Experimental Platfrom

TL;DR

PROJECT

Designed and launched AMPLIFY’s first experimentation platform, enabling internal teams to safely test ranking models, thresholds, and configurations without engineering support. Balanced sub-1ms runtime constraints, global priority logic, and permission-based configuration control within a real-time ad environment.

ROLE

Primary UX Designer (Lead) on Project

TIMELINE

Jan 7 2026 - Feb 6 2026

PROBLEM

Teams were manually modifying live production configurations with no formal A/A/B testing framework, no deterministic traffic assignment, and no clear causal measurement—creating revenue risk, configuration collisions, and slow iteration cycles.

OUTCOME

Delivered a scalable experimentation and targeting framework that introduced structured target definitions, deterministic bucketing, priority-based override logic, and centralized logging—enabling controlled A/A testing, safer configuration rollouts, and measurable, data-driven optimization across placements and publishers.

PROBLEMS

What Wasn’t Working

Experimentation was limited to pre/post testing — one configuration one week, another the next — making it impossible to isolate variables in a fluctuating auction environment. Teams manually pushed live configuration changes with no deterministic bucketing, no clear attribution, and no protection against conflicting overrides. This created revenue risk and required constant engineering involvement.

Who It Affected

Product, ML, and Operations teams lacked a safe way to test changes. Then, our clients; Advertisers and publishers were indirectly impacted by slower optimization and less reliable model improvements.

Why It Matters

In adtech, even small configuration changes can materially impact revenue and auction performance at scale. Without controlled experimentation, decisions were reactive and risky. A formal experimentation layer enables safe testing, causal measurement, and systematic, data-driven optimization.

  • Tight deadline: Needed to design and align on a complex system within one month.

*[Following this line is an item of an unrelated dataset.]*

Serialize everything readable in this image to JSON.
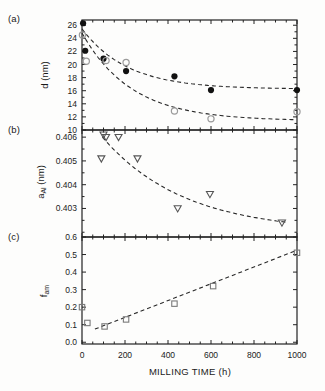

  • Highly technical requirements: Requirements came from a new Director of AI and were deeply technical.

  • Changing scope: Requirements were being built whilst designing.

  • Sole UX owner: I was the only UX voice on the project, responsible for aligning technical logic with existing design standards.

  • Heavy cross-functional alignment: Frequent meetings with Product, AI, and Engineering were necessary to ensure feasibility, performance compliance (<1ms), and system safety.

CONSTRAINTS

PROCESS

RESEARCH

Unlike Google Ads, which primarily experiments at the campaign level, our first milestone platform focuses on backend configuration testing — including ranking models, pricing logic, and relevance thresholds — directly within the request evaluation layer.

DECISION MAKING

APPROVED DECISIONS

A/A versus A/B

A/A tests isolate system error.
A/B tests introduce both system + product change — so you can’t tell if strange results are caused by the feature or a broken experiment framework.

Benefit of Targets

Targets define controlled boundaries for experiments.
By grouping traffic based on clear conditions like placement, publisher, country, or device, targets ensure experiments run against consistent inputs, preventing mixed traffic conditions that could distort results or misattribute performance changes.

REJECTED APPROACH 1

Before defining Targets, we explored a simplified “duplicate-and-test” approach where users could clone a configuration and split traffic between control and variant buckets. While fast and intuitive, this model lacked boundary control — experiments could run on unintended audiences or override existing logic. We ultimately prioritized accuracy and system control over speed.

REJECTED APPROACH 2

To improve control, we introduced target configuration directly into the experiment setup flow — requiring users to define conditions before launching a test.

This improved accuracy but created scalability issues:

Every new experiment required redefining similar targeting logic, leading to repetitive workflows and limiting the ability to evolve targets into reusable, structured entities.

FINAL APPROVED DECISION

Separate Target and Experiment Flows
We separated target creation and experiment creation into two distinct flows, and gave both Targets & Experiments their own grid hub. One for targets, and an Experiments grid per Target created to present all the experiments under that Target. Targets are defined once with clear boundaries and priority logic, and experiments are created within those targets. This structure reduces repetition, enforces accuracy, lowers cognitive load, and allows experiments to scale cleanly while remaining tightly controlled by their associated target.